Yup, and that's why the bias of original sources matters too. Bias gets amplified over time. Or reversed at the same intensity, I suppose.
And then we end up with crazy, invisible to us bias in the modern sources. You get accustomed to the bias around the idea and you can't see it any more.
You have to look at the history of sources and their bias to understand the history of ideas. Historical sources don't necessarily contain facts; and they may also convey more than facts.
It's about getting to the spin behind the original sources, then you have a better idea of why the sources tell you what they're telling you. How you read them brings in your own bias (for someone else to examine and weigh up one day). It can be really powerful though, like in the example of Messalina.
I also don't get the vehemence against Hypatia in the original link. It's tapping into something weird, for sure.
I think the stakes are really low too.
And I also think the original post is introducing modern values when it comes to people's work. I don't think in the ancient world that academic brilliance was thought of as a great thing in the same way or possibly to the same extent it is today.
And if that was true, it'd mean the sources wouldn't have thought it was worth remarking on, so we'd get silence. Even if that isn't true, the whole thing is still an argument from silence.
Like, let's bear in mind that most of the population couldn't read, even scribes couldn't read—they just copied. How few people could actually math?
This is sort of like crapping on a modern-day rocket engineer because Slate isn't writing about them. ¯\_(ツ)_/¯
Yeah, reading back on my post, apologies if it sounded like I was upset.

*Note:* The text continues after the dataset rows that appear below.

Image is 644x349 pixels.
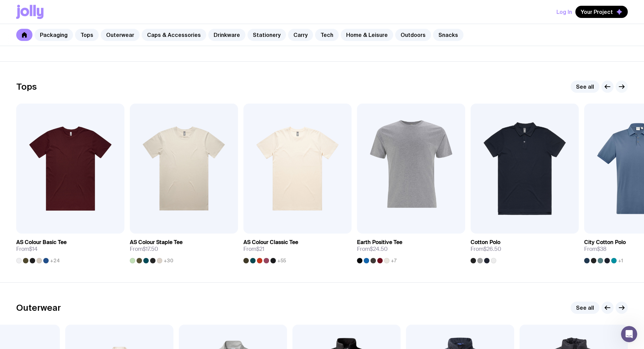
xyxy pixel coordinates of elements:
div: Hey [PERSON_NAME], [PERSON_NAME]’s email is[EMAIL_ADDRESS][DOMAIN_NAME][PERSON_NAME] • 3m ago [5,166,111,194]
div: Close [118,3,131,15]
button: Gif picker [21,216,26,222]
a: [EMAIL_ADDRESS][DOMAIN_NAME] [15,183,97,189]
div: Email [14,64,121,70]
button: Start recording [43,216,48,222]
h3: Earth Positive Tee [357,239,402,246]
a: Home & Leisure [341,28,393,41]
span: +55 [277,258,286,264]
button: go back [5,3,17,16]
a: AS Colour Staple TeeFrom$17.50+30 [130,234,238,264]
div: Hey [PERSON_NAME], [PERSON_NAME]’s email is [11,170,105,190]
button: Your Project [576,6,628,18]
textarea: Message… [6,202,130,213]
span: $21 [256,245,265,252]
a: Drinkware [208,28,246,41]
a: Outdoors [395,28,431,41]
div: Operator says… [5,52,130,99]
h3: AS Colour Basic Tee [17,239,67,246]
a: AS Colour Classic TeeFrom$21+55 [244,234,351,264]
a: Carry [288,28,313,41]
div: Got it! We'll just need your email and phone number so we can get back to you [5,23,111,51]
span: $26.50 [484,245,502,252]
a: Snacks [433,28,463,41]
a: Stationery [248,28,286,41]
iframe: Intercom live chat [621,326,637,342]
span: +7 [391,258,396,264]
div: Profile image for David [19,4,30,15]
span: From [17,246,38,252]
b: [PERSON_NAME] [29,152,67,158]
div: David says… [5,150,130,166]
button: Send a message… [116,213,127,224]
a: See all [571,81,600,93]
a: Outerwear [101,28,140,41]
a: Packaging [34,28,73,41]
span: From [584,246,607,252]
div: [PERSON_NAME] • 3m ago [11,195,66,199]
span: From [471,246,502,252]
h2: Tops [17,81,37,91]
button: Submit [108,119,121,132]
h3: AS Colour Staple Tee [130,239,183,246]
button: Home [106,3,118,16]
h3: AS Colour Classic Tee [244,239,299,246]
button: Log In [557,6,572,18]
span: +24 [50,258,60,264]
span: +30 [163,258,173,264]
div: David says… [5,166,130,207]
a: Tops [75,28,99,41]
div: Got it! We'll just need your email and phone number so we can get back to you [11,27,105,47]
span: $17.50 [143,245,158,252]
span: +1 [618,258,623,264]
span: From [244,246,265,252]
button: Upload attachment [32,216,38,222]
h2: Outerwear [17,303,61,313]
span: $14 [29,245,38,252]
a: Earth Positive TeeFrom$24.50+7 [357,234,465,264]
input: Enter your email [14,72,121,85]
a: Caps & Accessories [142,28,207,41]
a: Cotton PoloFrom$26.50 [471,234,579,264]
span: $38 [597,245,607,252]
a: Tech [315,28,339,41]
span: Your Project [581,9,613,15]
div: Operator says… [5,23,130,52]
span: From [130,246,158,252]
h3: Cotton Polo [471,239,500,246]
div: joined the conversation [29,152,115,158]
p: Active [33,9,46,15]
div: Profile image for David [21,152,27,158]
input: Phone number [14,119,121,132]
div: Operator says… [5,99,130,150]
button: Emoji picker [11,216,16,222]
a: AS Colour Basic TeeFrom$14+24 [17,234,124,264]
span: $24.50 [370,245,388,252]
h1: [PERSON_NAME] [33,3,77,9]
div: Phone [14,111,121,117]
a: See all [571,301,600,314]
span: From [357,246,388,252]
h3: City Cotton Polo [584,239,626,246]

Kind of funny for me to gripe about what seems something overblown in that language. :D
I think what upset me is the downplaying of how good teachers and editors are. I will certainly make no claim that they are all amazing, but it is a worthwhile job and it doesn't help to dump on it. Punching down, as it were.
No worries! I didn't think you were griping or anything. And your comment prompted me to say, historical biases aside being ignored in the post, I thought you were right that it was weird to attack Hypatia and Theon. And when you look at the historical context, it seems even weirder to punch down at knowledgeable people and teachers.
Honestly, I don't. This was just a given in literature I read and chats (about Greco-Roman antiquity, can't answer for other cultures). You may come across it in books about literacy in GR antiquity, but honestly that'd be a lot to read through to find a nugget or two.
Btw it's not that all scribes were illiterate, but definitely some were or perhaps they were just substantially less literate. For their job, copying out sheet after sheet of text, they just needed to know the alphabet. It'd be like learning to copy an alphabet you might not know, like Cyrillic or Arabic. And decent money too.
IIRC the argument for scribal illiteracy had to do with the kinds of scribal copying errors you would see.
There are some errors that suggest a person can read, like homoteleuton. That's when someone sees the phrase "I love you" in a love letter, copies it, and then starts copying from after a second "I love you" lower in the paragraph. "I love you. I'm a terrible person and I know I slashed your tires but... I love you, we should get married" —> "I love you, we should get married".
Other kinds of scribal copying errors betray a lack of reading ability. Like homearchy, where they skip a line because of similarities at the start of the line.
If you're reading along, it becomes obvious the sentence stopped making sense because you skipped a line. But if you're not reading along because you can't, you won't catch the change in meaning.